**Directions**
Quote exactly and only this range of lines in the data below: the line that holds "Describe the element" to the line that holds "Identify the location", both included.

**Input for this task**
▽
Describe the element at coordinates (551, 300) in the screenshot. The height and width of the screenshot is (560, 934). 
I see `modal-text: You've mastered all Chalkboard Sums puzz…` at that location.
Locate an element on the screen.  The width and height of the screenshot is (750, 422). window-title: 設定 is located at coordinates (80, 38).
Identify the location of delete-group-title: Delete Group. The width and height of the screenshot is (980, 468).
△
▽
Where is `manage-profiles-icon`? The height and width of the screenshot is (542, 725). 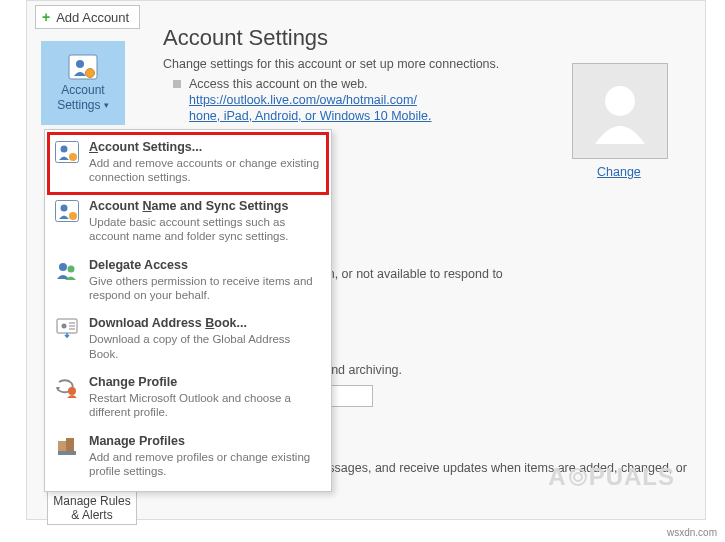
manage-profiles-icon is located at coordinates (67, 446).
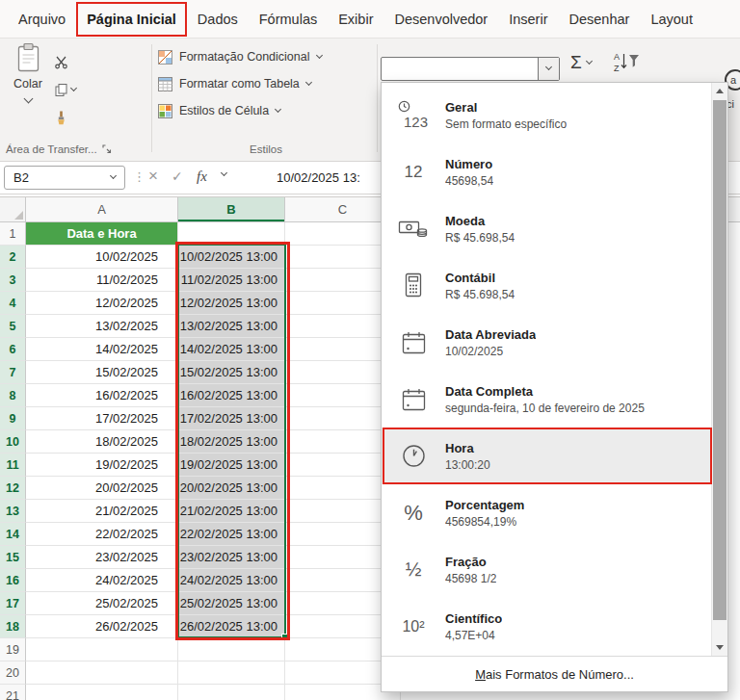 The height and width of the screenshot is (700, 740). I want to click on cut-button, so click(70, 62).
△
**Written reply**
Describe the element at coordinates (551, 300) in the screenshot. The height and width of the screenshot is (560, 934). 
I see `modal-text: You've mastered all Chalkboard Sums puzz…` at that location.
Locate an element on the screen.  The width and height of the screenshot is (750, 422). window-title: 設定 is located at coordinates (80, 38).
Identify the location of delete-group-title: Delete Group. The width and height of the screenshot is (980, 468).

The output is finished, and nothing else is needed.